Modernism in American Art




Articles and essays from Resource Library in chronological order:

 

From other web sites:

American Modernists: Breaking the Mold, by Susan Saccoccia
 
Modernism by Teta Collins, from AskArt.com
 
Modernism's subjects in the United States. Art Journal, Summer, 1996  by Michael Leja from LookSmart, Ltd
 
Subjectivist Tendencies in Early Modernist American Art: The Case of Edwin Walter Dickinson by Mary Ellen Abell, from Brickhaus.com
 
Three Artists (Three Women): Modernism and the Art of Hesse, Krasner, and O'Keeffe, by Anne Middleton Wagner  (restricted access) from California Digital Library (go to eScholarship Editons and the search for the following titles) The eScholarship Editions collection includes the full text of more than 1,400 books from academic presses.
 
The WGBH/Boston Forum Network is an audio and video streaming web site dedicated to curating and serving live and on-demand lectures, including a number of videos on Art and Architecture.
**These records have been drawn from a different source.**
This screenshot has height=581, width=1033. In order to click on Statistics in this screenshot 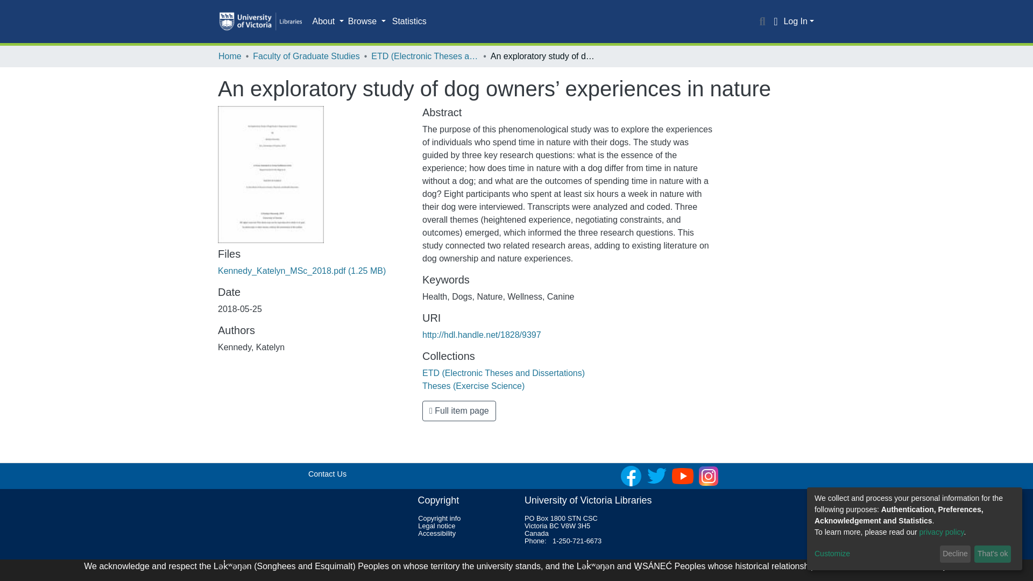, I will do `click(409, 22)`.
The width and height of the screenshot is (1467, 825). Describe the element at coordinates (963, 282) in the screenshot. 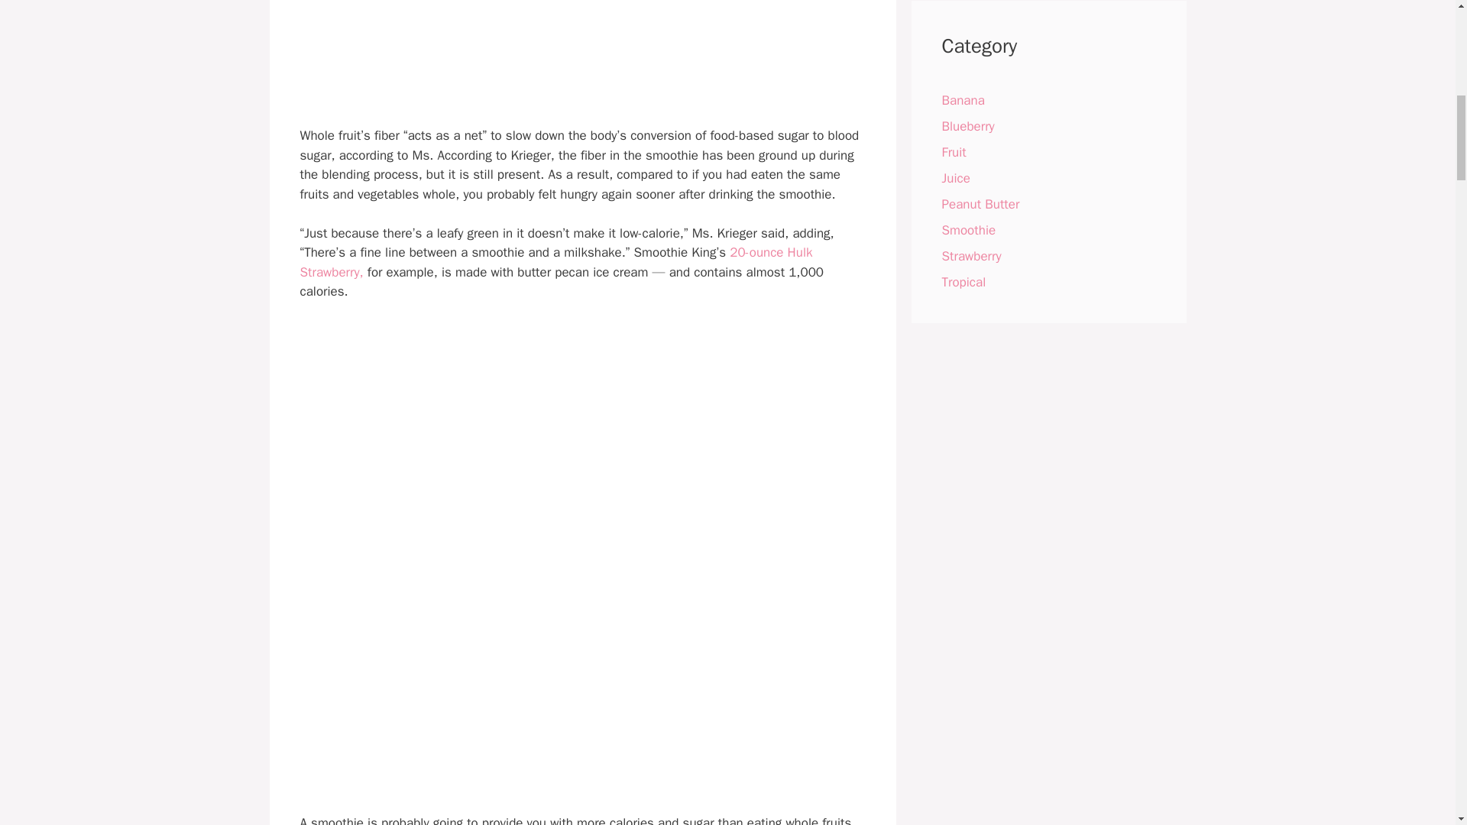

I see `Tropical` at that location.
Partners include a number of Boston-area museums, colleges, universities and other cultural organizations. Museum of Fine Arts, Boston partnered with the Forum Network for Modern Art in America, (43 minutes) in which Heather Cotter, Museum of Fine Arts Gallery Lecturer, gives an overview of the roots of American modern art using examples from the Museum's collection. This talk in the galleries of the Museum of Fine Arts investigates the foundations of modern art in America, focusing on works by Georgia O'Keefe, Arthur Dove, Charles Sheeler, and Stuart Davis. [September 28, 2003]
 
The Orange County Museum of Art is enabling individuals to use iPods and other MP3 players to better appreciate its Villa America: American Moderns, 1900­1950 exhibit (June 4 - October 2, 2005). The OCMA web site contains a 25-part audio tour of the exhibit which can be downloaded by individuals before they visit the exhibit. The commentary is accompanied by clips of music from the era of he artworks. The museum also makes iPods available onsite for the use of visitors. Villa America explores the evolution of American art through masterpieces of America's foremost artists of the first half of the 20th century. The exhibition begins with a look at key American modernists working in Europe and New York during the first quarter of the century. In these early years, artists such as Stuart Davis, Charles Demuth, Arthur Dove, Marsden Hartley, Gerald Murphy and Georgia O'Keeffe, to name just a few, were reshaping American art.

 

As of 3/1/08 TFAO Digital Library contained 595 pages referencing the word "Modernism."